GMOs We’d like to See
Summertime, and the writing is easy. If you write listicles, that is. Listicles are to blogging what hot dogs and hamburgers are to cooking. You can get away with them during July. Come August, people start to complain. It is still July. Eat your hot dog.
I recently came across a great article by Rachel Klein that she called:
Which I would have called, “Twilight Zone Episodes We’d Like to See.”
I often use the “…we’d like to see” construction as a homage to Mad Magazine. I’ve written:
And,
If you were smart, you would read one of those instead of going on, but I understand, you want the fresh dreck. I‘m not above pandering to the audience, which is why I have written:
Genetically Modified Organisims We’d Like to See
As with most of the scientific progress in my lifetime, I am disappointed by the pace of things. Sure, I never thought that I would have a phone that could tell me that I just ate at the Clam Shack based on my GPS location or that I would be wearing a band on my wrist that would scold me for sloth, but those aren’t the things I anticipated or, frankly, was promised.
We were told, via stories like The Island of Doctor Moreau, that there would be far-ranging biological innovation. Sure, we can grow human skin, clone sheep, propogate sterile mosquitos, and develop plants filled with systemic insecticides, but NONE OF THOSE ARE THINGS I WANTED.
What do I want? Well, I’m so glad you asked.
Mango Without Seeds

I don’t know how to eat a mango. I’m not sure how to cut them. Don’t tell me it is easy. Don’t give me a link to a youtube video of someone peeling and cutting up a mango. Do you need a Youtube video to figure out how to eat a banana? Is there any point to showing people how to cut a pear? No, there is not. Why can’t mangoes be like them?
We bred the seeds out of bananas and watermelons. Why can’t we do that with mangoes? Where are the sterile mangoes? I have an idea for the scientists among you. Take the genes of a mule and mix them with those of a mango. Doesn’t sound hard to me.
I don’t buy mangoes because I can’t figure them out. One time I was contemplating buying one at an outdoor market. I picked up a mango and a guy from the Carribbean enthusiastically said, “gonna suck on a fat mango.” It didn’t seem obscene at the time. He was just being nice, but I wondered, “Is that what I’m supposed to do? I’m supposed to suck on this fucking thing? I’ll just buy a peach.”
Basil That Doesn’t Flower

Maybe it’s just that since I have gone through man-o-pause I’m against all reproduction. You know, you lose enough testosterone and you just start fantasizing about a world without any sex at all. Don’t worry, it’s not that depressing. I know you think so. You’re young. Trust me. I get more pleasure out of watching a Yankee game than you can imagine.
I grow Basil every year. I grow a good amount of it. To keep it growing right, you have to pinch off the flowers. Guess what? Basil wants to flower. It is a horny plant. It just can’t wait to open its ovaries to those bad girl bees and other pollinators.
I, like some nun out of a Magdalene House laundry, have to work to keep the basil chaste. It’s traditional for me to perform frequent floral circumcision to protect the basil from itself. I want it to grow up right.
I wish I didn’t have to do it. I’m not growing plants so I can mutilate them. Why can’t science develop an abberation for me? I need some godless, floral monster that does what I want it to do. Don’t worry, when we bend the natural world to our will through science it always turns out fine.
Cantaloupe That Changes Color When It is Ripe
Kelly Conaboy is onto something when she asks:
But the answer is simple. We just need a melon that turns blue when it is ripe. Avacados change color when they are ripe. Lobsters change color when they are cooked. Why can’t cantaloupes broadcast an external manifestation of their inner goodness?
People in the know will tell you that you have to smell the cantaloupe to see if it is ripe. Thanks, olfacto-normie. Have you ever considered the fact that some of us can’t smell at all because of our constant allergies? Yea, nothing. I smell nothing. Don’t cry for me, the one or two times a year that I can smell convinces me that I have the better end of the bargain. The world is full of dog shit, garbage, and guys eating radishes on the subway. I don’t need to smell, but there are shortcomings. I figure out that fish is bad when it hits my stomach. My first indication that the toast is ruined is when I see smoke. Opening cataloupes is a constant source of disappointment. It never works.
Why can’t someone “science the shit” out of these things?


-- What you should do --
The reply should hold every record, copied exactly, and none of the pictures.

[Start of section]

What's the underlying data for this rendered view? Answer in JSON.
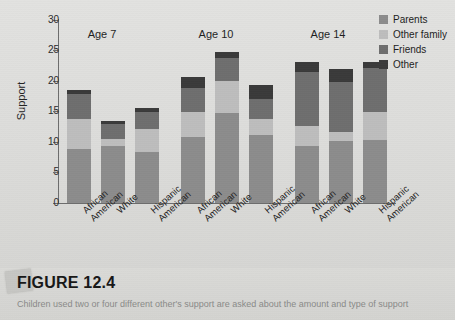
{
  "figure": {
    "number_label": "FIGURE 12.4",
    "caption": "Children used two or four different other's support are asked about the amount and type of support"
  },
  "legend": {
    "items": [
      {
        "label": "Parents",
        "color": "#8c8c8c",
        "key": "parents"
      },
      {
        "label": "Other family",
        "color": "#bdbdbd",
        "key": "other_family"
      },
      {
        "label": "Friends",
        "color": "#6e6e6e",
        "key": "friends"
      },
      {
        "label": "Other",
        "color": "#3a3a3a",
        "key": "other"
      }
    ]
  },
  "group_headers": [
    {
      "label": "Age 7"
    },
    {
      "label": "Age 10"
    },
    {
      "label": "Age 14"
    }
  ],
  "axes": {
    "y_title": "Support",
    "x_title": "Group",
    "y_ticks": [
      "0",
      "5",
      "10",
      "15",
      "20",
      "25",
      "30"
    ]
  },
  "chart_data": {
    "type": "bar",
    "title": "",
    "xlabel": "Group",
    "ylabel": "Support",
    "ylim": [
      0,
      30
    ],
    "ytick_step": 5,
    "grid": false,
    "stacked": true,
    "legend_position": "right",
    "groups": [
      "Age 7",
      "Age 10",
      "Age 14"
    ],
    "categories": [
      "African American",
      "White",
      "Hispanic American",
      "African American",
      "White",
      "Hispanic American",
      "African American",
      "White",
      "Hispanic American"
    ],
    "series": [
      {
        "name": "Parents",
        "color": "#8c8c8c",
        "values": [
          8.9,
          9.3,
          8.4,
          10.9,
          14.8,
          11.2,
          9.4,
          10.1,
          10.4
        ]
      },
      {
        "name": "Other family",
        "color": "#bdbdbd",
        "values": [
          4.9,
          1.2,
          3.8,
          4.0,
          5.2,
          2.6,
          3.2,
          1.6,
          4.5
        ]
      },
      {
        "name": "Friends",
        "color": "#6e6e6e",
        "values": [
          4.1,
          2.4,
          2.7,
          4.0,
          3.7,
          3.3,
          8.9,
          8.2,
          7.2
        ]
      },
      {
        "name": "Other",
        "color": "#3a3a3a",
        "values": [
          0.6,
          0.6,
          0.6,
          1.8,
          1.0,
          2.2,
          1.6,
          2.1,
          1.1
        ]
      }
    ],
    "totals": [
      18.5,
      13.5,
      15.5,
      20.7,
      24.7,
      19.3,
      23.1,
      22.0,
      23.2
    ]
  }
}
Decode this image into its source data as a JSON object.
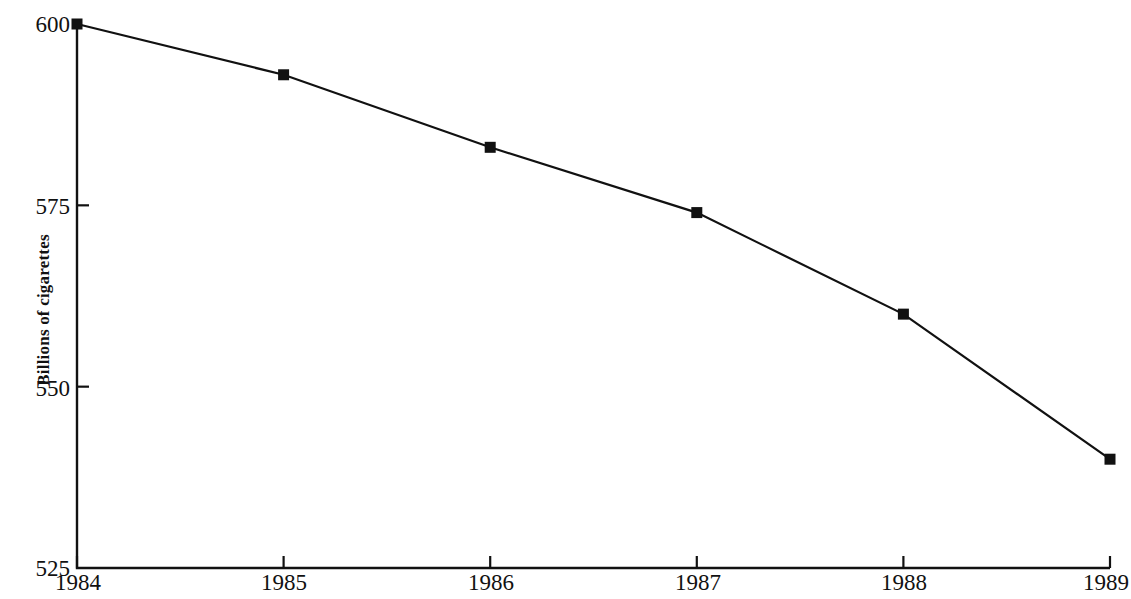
{
  "chart_data": {
    "type": "line",
    "title": "",
    "xlabel": "",
    "ylabel": "Billions of cigarettes",
    "categories": [
      "1984",
      "1985",
      "1986",
      "1987",
      "1988",
      "1989"
    ],
    "x": [
      1984,
      1985,
      1986,
      1987,
      1988,
      1989
    ],
    "values": [
      600,
      593,
      583,
      574,
      560,
      540
    ],
    "series": [
      {
        "name": "Billions of cigarettes",
        "values": [
          600,
          593,
          583,
          574,
          560,
          540
        ]
      }
    ],
    "ylim": [
      525,
      600
    ],
    "xlim": [
      1984,
      1989
    ],
    "ytick_labels": [
      "600",
      "575",
      "550",
      "525"
    ],
    "ytick_values": [
      600,
      575,
      550,
      525
    ],
    "xtick_labels": [
      "1984",
      "1985",
      "1986",
      "1987",
      "1988",
      "1989"
    ],
    "grid": false,
    "legend": "none",
    "marker": "square",
    "line_color": "#111111",
    "marker_color": "#111111"
  },
  "axes": {
    "y_axis_label": "Billions of cigarettes",
    "y_ticks": [
      {
        "label": "600",
        "value": 600
      },
      {
        "label": "575",
        "value": 575
      },
      {
        "label": "550",
        "value": 550
      },
      {
        "label": "525",
        "value": 525
      }
    ],
    "x_ticks": [
      {
        "label": "1984",
        "value": 1984
      },
      {
        "label": "1985",
        "value": 1985
      },
      {
        "label": "1986",
        "value": 1986
      },
      {
        "label": "1987",
        "value": 1987
      },
      {
        "label": "1988",
        "value": 1988
      },
      {
        "label": "1989",
        "value": 1989
      }
    ]
  },
  "artifacts": {
    "top_bleed_text": ""
  }
}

[End of section]

-- Output for this task --
What's the underlying data for this rendered view? Answer in JSON.
{
  "figure": {
    "number_label": "FIGURE 12.4",
    "caption": "Children used two or four different other's support are asked about the amount and type of support"
  },
  "legend": {
    "items": [
      {
        "label": "Parents",
        "color": "#8c8c8c",
        "key": "parents"
      },
      {
        "label": "Other family",
        "color": "#bdbdbd",
        "key": "other_family"
      },
      {
        "label": "Friends",
        "color": "#6e6e6e",
        "key": "friends"
      },
      {
        "label": "Other",
        "color": "#3a3a3a",
        "key": "other"
      }
    ]
  },
  "group_headers": [
    {
      "label": "Age 7"
    },
    {
      "label": "Age 10"
    },
    {
      "label": "Age 14"
    }
  ],
  "axes": {
    "y_title": "Support",
    "x_title": "Group",
    "y_ticks": [
      "0",
      "5",
      "10",
      "15",
      "20",
      "25",
      "30"
    ]
  },
  "chart_data": {
    "type": "bar",
    "title": "",
    "xlabel": "Group",
    "ylabel": "Support",
    "ylim": [
      0,
      30
    ],
    "ytick_step": 5,
    "grid": false,
    "stacked": true,
    "legend_position": "right",
    "groups": [
      "Age 7",
      "Age 10",
      "Age 14"
    ],
    "categories": [
      "African American",
      "White",
      "Hispanic American",
      "African American",
      "White",
      "Hispanic American",
      "African American",
      "White",
      "Hispanic American"
    ],
    "series": [
      {
        "name": "Parents",
        "color": "#8c8c8c",
        "values": [
          8.9,
          9.3,
          8.4,
          10.9,
          14.8,
          11.2,
          9.4,
          10.1,
          10.4
        ]
      },
      {
        "name": "Other family",
        "color": "#bdbdbd",
        "values": [
          4.9,
          1.2,
          3.8,
          4.0,
          5.2,
          2.6,
          3.2,
          1.6,
          4.5
        ]
      },
      {
        "name": "Friends",
        "color": "#6e6e6e",
        "values": [
          4.1,
          2.4,
          2.7,
          4.0,
          3.7,
          3.3,
          8.9,
          8.2,
          7.2
        ]
      },
      {
        "name": "Other",
        "color": "#3a3a3a",
        "values": [
          0.6,
          0.6,
          0.6,
          1.8,
          1.0,
          2.2,
          1.6,
          2.1,
          1.1
        ]
      }
    ],
    "totals": [
      18.5,
      13.5,
      15.5,
      20.7,
      24.7,
      19.3,
      23.1,
      22.0,
      23.2
    ]
  }
}
Decode this image into its source data as a JSON object.
{
  "chart_data": {
    "type": "line",
    "title": "",
    "xlabel": "",
    "ylabel": "Billions of cigarettes",
    "categories": [
      "1984",
      "1985",
      "1986",
      "1987",
      "1988",
      "1989"
    ],
    "x": [
      1984,
      1985,
      1986,
      1987,
      1988,
      1989
    ],
    "values": [
      600,
      593,
      583,
      574,
      560,
      540
    ],
    "series": [
      {
        "name": "Billions of cigarettes",
        "values": [
          600,
          593,
          583,
          574,
          560,
          540
        ]
      }
    ],
    "ylim": [
      525,
      600
    ],
    "xlim": [
      1984,
      1989
    ],
    "ytick_labels": [
      "600",
      "575",
      "550",
      "525"
    ],
    "ytick_values": [
      600,
      575,
      550,
      525
    ],
    "xtick_labels": [
      "1984",
      "1985",
      "1986",
      "1987",
      "1988",
      "1989"
    ],
    "grid": false,
    "legend": "none",
    "marker": "square",
    "line_color": "#111111",
    "marker_color": "#111111"
  },
  "axes": {
    "y_axis_label": "Billions of cigarettes",
    "y_ticks": [
      {
        "label": "600",
        "value": 600
      },
      {
        "label": "575",
        "value": 575
      },
      {
        "label": "550",
        "value": 550
      },
      {
        "label": "525",
        "value": 525
      }
    ],
    "x_ticks": [
      {
        "label": "1984",
        "value": 1984
      },
      {
        "label": "1985",
        "value": 1985
      },
      {
        "label": "1986",
        "value": 1986
      },
      {
        "label": "1987",
        "value": 1987
      },
      {
        "label": "1988",
        "value": 1988
      },
      {
        "label": "1989",
        "value": 1989
      }
    ]
  },
  "artifacts": {
    "top_bleed_text": ""
  }
}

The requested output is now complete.